Logo Questions Linux Laravel Mysql Ubuntu Git Menu
 

Escape HTML entities in JSP / JSPX: no solution for problem that should not even exist?

Tags:

escaping

jsp

jspx

We use jspx as template engine. We have dozen of screens with hundreds of el expressions like ${user.firstName} or "${mail.subject}"

And all this HTML code is not escaped by default. If there would be something with < or " in field -- screen will fail. We can always use fn:escapeXml but doing so in all places really boring.

1) Does there is a way to do escape by default?

The only way I know is to hack JSP compiler (like jasper for tomcat). But it is not a way to go.

2) Why somebody may ever need unescaped HTML in el? Storing HTML outside of template (in database for example) is not a good practice.

3) I am sure template engine should handle it automatically (as it done in XSLT), why should user care about it? Manual escaping (fn:escapeXml) smells like SQL manual escaping (which is used instead of JDBC setParam): boilerplate code and good place for sql-injection (cross-site scripting in our case).

like image 632
Ilya.K Avatar asked May 04 '11 16:05

Ilya.K


People also ask

How escape HTML tag in JSP?

That's all on how to escape HTML special characters in JSP and Java code. we have seen JSTL <c:out> tag to escape HTML in JSP and Spring's HtmlUtils for escaping HTML in Java, these are my preferred way.

What does escapeHtml do?

The escapeHtml function is designed to accept a string input of text and return an escaped value to interpolate into HTML.


1 Answers

1) Is there a way to do escape by default?

Not in the vintage JSP. Its successor Facelets, however, escapes them by default. The only way to disable escaping is to use <h:outputText value="#{bean.foo}" escape="false" /> instead of #{bean.foo}.


2) Why somebody may ever need unescaped HTML in el? Storing HTML outside of template (in database for example) is not a good practice.

Storing sanitized HTML is however more than commonly done. E.g. to allow a small subset of innocent HTML tags like <p>, <b>, <i> and on from which the on* attributes are already stripped.


3) I am sure template engine should handle it automatically (as it done in XSLT), why should user care about it? Manual escaping (fn:escapeXml) smells like SQL manual escaping (which is used instead of JDBC setParam): boilerplate code and good place for sql-injection (cross-site scripting in our case).

JSP is an ancient view technology. It's not really a flexible template engine.

SQL injections are usually to be prevented by just using PreparedStatement instead of Statement (or by using an ORM framework instead of "raw JDBC", like as your XSS issue can be prevented by just using a MVC framework instead of "raw JSP").


As to your concrete problem, well, you can solve this in basically 4 ways:

  1. Bite the bullet and replace all EL-in-template-text which redisplays user-controlled input by fn:escapeXml() or <c:out> and teach yourself and your team to pay attention to this in the future. Hint, a bit decent IDE like Eclipse has a regex based find-and-replace-in-all-files.

  2. Have sort of DB interceptor which strips malicious HTML before inserting in DB. If necessary run a DB script to sanitize the existing data. This is however more a workaround than a real solution.

  3. Replace the JSP EL resolver by a custom one which escapes all the HTML. This has however the disadvantage that you can never show plain HTML by EL whenever really needed.

  4. Use a decent MVC framework with builtin HTML escaping. This is however more work than just fixing the individual EL expressions.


§ How to complete this task
Find the line below with "Identify the location". Print it and every line after it exactly, through the last line, leaving out the pictures.
(Exercise inputs)
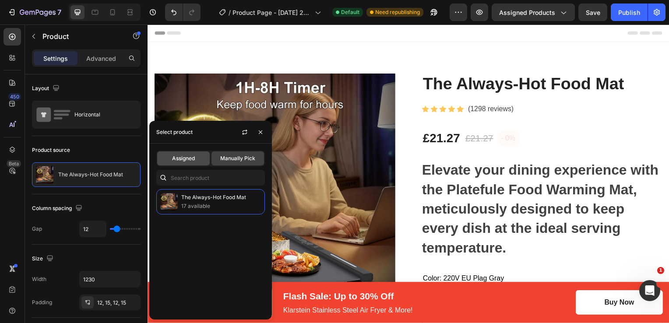 The image size is (669, 323). What do you see at coordinates (221, 206) in the screenshot?
I see `p: 17 available` at bounding box center [221, 206].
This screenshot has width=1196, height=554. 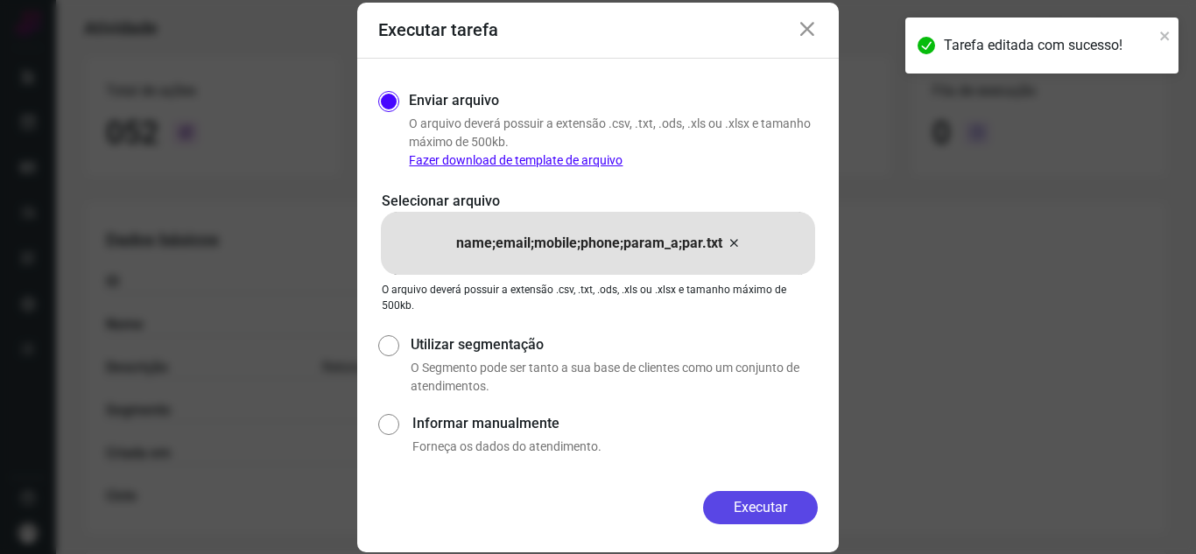 I want to click on p: O Segmento pode ser tanto a sua base de clientes como um conjunto de atendimentos., so click(x=614, y=377).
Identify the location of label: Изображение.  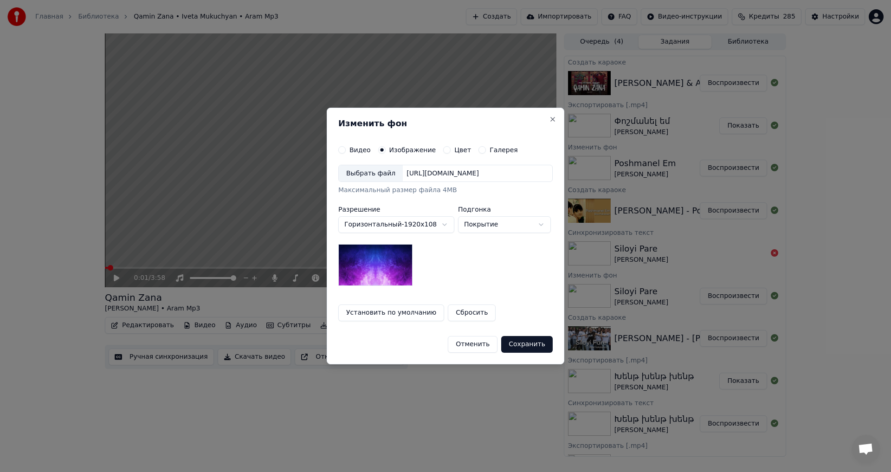
(413, 150).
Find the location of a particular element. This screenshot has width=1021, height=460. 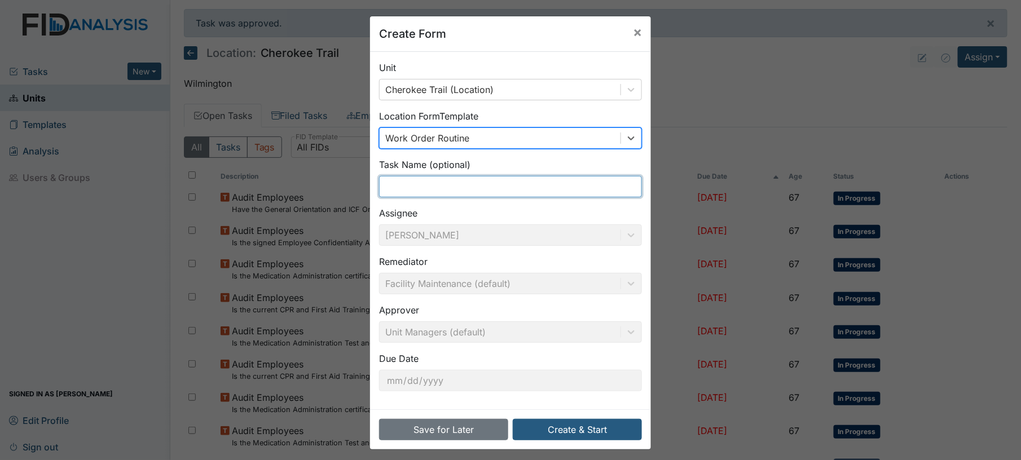

label: Location Form Template is located at coordinates (429, 116).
(End Exercise inputs)
§ Answer to this task
Identify the location of label: Изображение.  
(413, 150).
Find the location of a particular element. This screenshot has width=1021, height=460. 

label: Location Form Template is located at coordinates (429, 116).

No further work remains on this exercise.